The other driver might be irate about what occurred. Road rage incidents sometimes happen after sideswipe accidents, so make sure to watch what you say at this moment, even if you feel certain the other driver caused the wreck. If they threaten you or you feel like things could turn violent, get back in your car and wait for the cops to get there.

What Happens Next?

At that point, you can give the police a full report of what happened. They will write down your name, license plate number, and get your insurance information as well. You should have adequate insurance, or else you should not be on the road at all.

You'll get all the other driver's info next. Then, you can drive away in your vehicle if the crash did not damage it too badly. If you can't drive it, you can call for a tow truck to take it away.

Once you're safely back home, you can call your insurance company and tell them what happened. You should omit no details, but don't speculate about whether you caused the wreck or not. That admission might hurt you later, so it's best to state facts without talking about fault.

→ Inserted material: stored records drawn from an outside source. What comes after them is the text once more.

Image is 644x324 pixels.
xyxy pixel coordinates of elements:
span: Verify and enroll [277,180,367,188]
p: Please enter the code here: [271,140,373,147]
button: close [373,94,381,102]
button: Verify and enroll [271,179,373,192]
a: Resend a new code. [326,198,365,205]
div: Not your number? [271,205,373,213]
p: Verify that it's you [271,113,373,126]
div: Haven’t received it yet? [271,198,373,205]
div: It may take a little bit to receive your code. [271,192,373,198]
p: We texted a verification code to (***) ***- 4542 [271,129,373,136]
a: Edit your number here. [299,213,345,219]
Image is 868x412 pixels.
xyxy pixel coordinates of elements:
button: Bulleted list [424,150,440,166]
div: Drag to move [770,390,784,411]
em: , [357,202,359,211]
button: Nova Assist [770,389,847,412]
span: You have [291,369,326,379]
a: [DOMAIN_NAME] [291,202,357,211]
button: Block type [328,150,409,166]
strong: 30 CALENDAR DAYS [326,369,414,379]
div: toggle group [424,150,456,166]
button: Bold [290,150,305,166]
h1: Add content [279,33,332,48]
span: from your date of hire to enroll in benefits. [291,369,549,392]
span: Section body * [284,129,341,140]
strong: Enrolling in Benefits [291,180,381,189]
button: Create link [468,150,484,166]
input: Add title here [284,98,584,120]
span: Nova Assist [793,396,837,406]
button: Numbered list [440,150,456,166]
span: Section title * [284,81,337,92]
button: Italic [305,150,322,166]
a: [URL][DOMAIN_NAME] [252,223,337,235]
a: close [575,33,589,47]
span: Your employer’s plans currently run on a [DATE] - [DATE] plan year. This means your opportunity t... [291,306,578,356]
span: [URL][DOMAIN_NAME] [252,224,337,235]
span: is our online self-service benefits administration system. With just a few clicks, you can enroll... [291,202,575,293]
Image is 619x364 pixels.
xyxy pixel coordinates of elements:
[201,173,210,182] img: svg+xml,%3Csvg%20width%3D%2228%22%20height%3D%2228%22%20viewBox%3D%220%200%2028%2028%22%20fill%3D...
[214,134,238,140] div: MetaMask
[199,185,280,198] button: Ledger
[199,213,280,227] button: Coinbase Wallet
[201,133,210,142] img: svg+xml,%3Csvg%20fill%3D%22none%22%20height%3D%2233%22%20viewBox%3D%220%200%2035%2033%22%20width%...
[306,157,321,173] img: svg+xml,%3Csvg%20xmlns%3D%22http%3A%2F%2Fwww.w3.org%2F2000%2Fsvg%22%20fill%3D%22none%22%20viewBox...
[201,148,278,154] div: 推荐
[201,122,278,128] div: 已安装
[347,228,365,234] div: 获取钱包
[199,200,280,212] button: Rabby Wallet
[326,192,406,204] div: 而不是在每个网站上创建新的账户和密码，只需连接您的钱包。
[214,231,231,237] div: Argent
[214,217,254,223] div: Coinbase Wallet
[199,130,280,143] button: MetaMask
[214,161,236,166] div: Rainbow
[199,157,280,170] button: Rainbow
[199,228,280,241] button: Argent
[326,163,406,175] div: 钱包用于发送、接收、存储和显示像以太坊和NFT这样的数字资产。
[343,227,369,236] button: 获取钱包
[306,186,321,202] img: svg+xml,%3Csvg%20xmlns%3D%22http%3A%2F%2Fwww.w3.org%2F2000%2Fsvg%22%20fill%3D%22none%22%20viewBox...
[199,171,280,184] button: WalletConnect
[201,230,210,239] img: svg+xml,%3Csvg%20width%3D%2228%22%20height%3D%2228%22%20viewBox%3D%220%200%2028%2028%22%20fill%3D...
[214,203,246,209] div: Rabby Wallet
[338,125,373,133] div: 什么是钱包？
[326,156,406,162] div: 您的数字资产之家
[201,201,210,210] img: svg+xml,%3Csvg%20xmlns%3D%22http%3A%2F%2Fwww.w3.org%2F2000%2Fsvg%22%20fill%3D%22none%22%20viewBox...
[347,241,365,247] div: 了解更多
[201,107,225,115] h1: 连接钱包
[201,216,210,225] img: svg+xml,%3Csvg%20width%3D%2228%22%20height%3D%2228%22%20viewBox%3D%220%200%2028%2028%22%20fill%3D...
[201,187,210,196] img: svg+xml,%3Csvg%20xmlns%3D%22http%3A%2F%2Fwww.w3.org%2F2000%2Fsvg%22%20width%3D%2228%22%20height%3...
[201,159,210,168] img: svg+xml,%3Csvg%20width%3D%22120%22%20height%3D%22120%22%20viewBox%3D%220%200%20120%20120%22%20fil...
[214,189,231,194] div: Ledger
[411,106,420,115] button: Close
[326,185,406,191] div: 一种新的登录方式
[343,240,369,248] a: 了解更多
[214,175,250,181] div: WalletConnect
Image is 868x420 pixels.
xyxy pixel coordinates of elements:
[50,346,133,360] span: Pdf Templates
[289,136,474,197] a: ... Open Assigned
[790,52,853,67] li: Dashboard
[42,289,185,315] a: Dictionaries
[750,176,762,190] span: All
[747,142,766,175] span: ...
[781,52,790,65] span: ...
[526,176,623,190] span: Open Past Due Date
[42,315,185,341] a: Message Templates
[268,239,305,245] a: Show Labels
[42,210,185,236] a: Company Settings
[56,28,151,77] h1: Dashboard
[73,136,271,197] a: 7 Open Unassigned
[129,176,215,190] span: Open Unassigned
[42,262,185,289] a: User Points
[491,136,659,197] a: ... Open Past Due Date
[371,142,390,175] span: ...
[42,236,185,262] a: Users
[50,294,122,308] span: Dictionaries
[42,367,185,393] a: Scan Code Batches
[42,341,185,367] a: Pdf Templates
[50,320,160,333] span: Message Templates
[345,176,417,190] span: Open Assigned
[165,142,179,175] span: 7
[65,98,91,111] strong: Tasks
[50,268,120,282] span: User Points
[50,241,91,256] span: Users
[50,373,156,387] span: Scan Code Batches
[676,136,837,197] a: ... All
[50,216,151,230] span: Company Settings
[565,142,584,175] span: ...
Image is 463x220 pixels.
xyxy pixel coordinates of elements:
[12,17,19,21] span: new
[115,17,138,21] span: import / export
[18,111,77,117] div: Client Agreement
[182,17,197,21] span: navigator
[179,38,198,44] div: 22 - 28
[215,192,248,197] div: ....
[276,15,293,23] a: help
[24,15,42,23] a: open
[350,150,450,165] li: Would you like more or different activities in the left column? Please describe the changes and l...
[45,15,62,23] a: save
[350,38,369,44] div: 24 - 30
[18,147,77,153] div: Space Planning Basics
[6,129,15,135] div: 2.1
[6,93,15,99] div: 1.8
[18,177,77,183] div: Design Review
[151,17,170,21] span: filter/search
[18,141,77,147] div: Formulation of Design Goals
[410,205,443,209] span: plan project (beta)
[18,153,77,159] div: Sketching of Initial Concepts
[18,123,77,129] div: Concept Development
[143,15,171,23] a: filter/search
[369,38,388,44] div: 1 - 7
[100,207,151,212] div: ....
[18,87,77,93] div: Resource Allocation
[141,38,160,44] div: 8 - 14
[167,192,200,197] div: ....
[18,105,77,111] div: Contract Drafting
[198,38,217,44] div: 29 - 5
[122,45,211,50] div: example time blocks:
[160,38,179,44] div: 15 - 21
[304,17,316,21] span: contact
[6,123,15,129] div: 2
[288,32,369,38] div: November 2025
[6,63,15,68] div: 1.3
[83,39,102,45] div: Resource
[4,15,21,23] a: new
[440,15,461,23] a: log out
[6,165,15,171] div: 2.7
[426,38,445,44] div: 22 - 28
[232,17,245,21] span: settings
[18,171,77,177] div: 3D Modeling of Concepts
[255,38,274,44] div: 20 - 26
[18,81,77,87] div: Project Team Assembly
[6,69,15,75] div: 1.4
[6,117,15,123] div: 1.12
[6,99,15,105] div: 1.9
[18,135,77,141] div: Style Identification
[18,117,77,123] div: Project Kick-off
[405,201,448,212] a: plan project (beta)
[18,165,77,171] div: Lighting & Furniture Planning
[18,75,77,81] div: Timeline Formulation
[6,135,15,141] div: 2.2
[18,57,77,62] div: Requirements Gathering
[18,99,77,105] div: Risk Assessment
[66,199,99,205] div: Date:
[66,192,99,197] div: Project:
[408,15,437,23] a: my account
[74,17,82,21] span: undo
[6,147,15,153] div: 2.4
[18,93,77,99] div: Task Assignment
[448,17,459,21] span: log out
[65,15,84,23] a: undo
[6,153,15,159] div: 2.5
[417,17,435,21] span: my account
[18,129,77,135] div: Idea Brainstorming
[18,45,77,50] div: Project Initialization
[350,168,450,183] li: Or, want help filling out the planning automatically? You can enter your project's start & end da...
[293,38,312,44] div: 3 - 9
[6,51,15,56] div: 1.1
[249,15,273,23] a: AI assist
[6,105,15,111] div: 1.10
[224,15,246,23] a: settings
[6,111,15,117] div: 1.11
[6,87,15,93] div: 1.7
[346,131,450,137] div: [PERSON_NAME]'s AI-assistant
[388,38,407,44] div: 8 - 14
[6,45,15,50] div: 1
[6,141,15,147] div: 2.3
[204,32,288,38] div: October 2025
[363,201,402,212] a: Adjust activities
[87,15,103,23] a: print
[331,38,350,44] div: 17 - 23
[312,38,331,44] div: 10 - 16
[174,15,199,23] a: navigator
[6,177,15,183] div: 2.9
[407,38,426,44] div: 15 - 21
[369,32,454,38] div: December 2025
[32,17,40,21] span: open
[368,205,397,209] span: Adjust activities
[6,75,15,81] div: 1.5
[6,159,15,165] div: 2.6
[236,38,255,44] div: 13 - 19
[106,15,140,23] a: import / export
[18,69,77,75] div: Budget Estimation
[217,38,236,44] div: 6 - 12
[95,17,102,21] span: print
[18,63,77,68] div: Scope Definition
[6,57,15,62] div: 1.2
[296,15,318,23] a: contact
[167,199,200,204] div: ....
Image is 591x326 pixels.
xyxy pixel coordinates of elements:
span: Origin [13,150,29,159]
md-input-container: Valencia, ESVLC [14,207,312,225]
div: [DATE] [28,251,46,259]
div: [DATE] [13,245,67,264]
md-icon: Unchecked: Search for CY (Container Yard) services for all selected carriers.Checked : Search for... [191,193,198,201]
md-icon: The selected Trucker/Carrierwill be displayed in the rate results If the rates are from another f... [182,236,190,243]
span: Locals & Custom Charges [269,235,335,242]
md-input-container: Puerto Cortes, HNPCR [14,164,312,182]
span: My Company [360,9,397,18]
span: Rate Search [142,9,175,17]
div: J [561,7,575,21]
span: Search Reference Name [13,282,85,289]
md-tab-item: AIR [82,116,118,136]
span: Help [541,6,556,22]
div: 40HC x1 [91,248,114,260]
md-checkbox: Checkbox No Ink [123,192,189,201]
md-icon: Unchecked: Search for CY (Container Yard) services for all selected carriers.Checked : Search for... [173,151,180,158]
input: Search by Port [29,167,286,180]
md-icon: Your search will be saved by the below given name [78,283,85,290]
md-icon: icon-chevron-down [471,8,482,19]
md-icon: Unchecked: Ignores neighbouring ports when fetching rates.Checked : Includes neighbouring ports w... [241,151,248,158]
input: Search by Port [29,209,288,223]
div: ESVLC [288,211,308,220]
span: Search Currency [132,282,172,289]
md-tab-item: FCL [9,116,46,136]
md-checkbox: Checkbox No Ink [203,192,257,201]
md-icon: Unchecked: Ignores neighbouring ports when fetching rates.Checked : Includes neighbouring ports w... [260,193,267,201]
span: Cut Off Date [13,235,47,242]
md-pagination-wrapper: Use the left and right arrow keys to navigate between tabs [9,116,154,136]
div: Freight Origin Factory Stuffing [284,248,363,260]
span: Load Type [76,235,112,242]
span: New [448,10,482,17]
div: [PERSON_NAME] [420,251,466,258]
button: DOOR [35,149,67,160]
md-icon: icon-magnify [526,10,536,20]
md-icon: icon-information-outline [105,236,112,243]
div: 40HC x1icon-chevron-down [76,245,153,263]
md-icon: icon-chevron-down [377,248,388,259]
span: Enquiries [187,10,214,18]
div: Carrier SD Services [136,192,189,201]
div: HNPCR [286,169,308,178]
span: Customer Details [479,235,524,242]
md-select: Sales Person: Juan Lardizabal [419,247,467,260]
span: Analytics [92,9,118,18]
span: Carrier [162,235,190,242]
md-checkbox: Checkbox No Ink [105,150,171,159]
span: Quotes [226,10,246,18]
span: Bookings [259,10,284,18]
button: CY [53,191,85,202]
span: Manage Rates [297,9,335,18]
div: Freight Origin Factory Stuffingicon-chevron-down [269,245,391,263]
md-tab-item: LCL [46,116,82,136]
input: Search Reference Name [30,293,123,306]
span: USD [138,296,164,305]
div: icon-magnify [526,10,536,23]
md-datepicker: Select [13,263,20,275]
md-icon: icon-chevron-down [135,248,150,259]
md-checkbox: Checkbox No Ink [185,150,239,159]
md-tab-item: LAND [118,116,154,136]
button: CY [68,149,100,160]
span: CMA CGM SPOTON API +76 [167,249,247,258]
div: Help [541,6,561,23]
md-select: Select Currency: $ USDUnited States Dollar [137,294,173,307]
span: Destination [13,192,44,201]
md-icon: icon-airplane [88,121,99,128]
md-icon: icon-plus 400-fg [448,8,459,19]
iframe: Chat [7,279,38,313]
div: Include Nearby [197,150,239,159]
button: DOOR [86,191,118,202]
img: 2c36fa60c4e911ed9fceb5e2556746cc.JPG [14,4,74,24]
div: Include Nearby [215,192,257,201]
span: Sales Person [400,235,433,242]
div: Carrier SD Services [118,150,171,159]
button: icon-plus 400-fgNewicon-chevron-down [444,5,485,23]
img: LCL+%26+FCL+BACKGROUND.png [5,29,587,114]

You will have to figure out whether you need to hire a car wreck attorney who can help sort out what happened. Maybe you decide that you want to sue the other driver. That's most likely if your insurance and the other driver's does not cover all your medical bills and your pain and suffering.

Sideswipe collisions happen every day out on the road, and you should know both how to avoid them and what you might do if one still occurs, despite your best efforts. They are seldom lethal, but anything is possible.

Try to follow basic traffic safety laws, and you run less of a risk of ever getting in a sideswipe situation. If it happens to you, just follow the instructions we've laid out.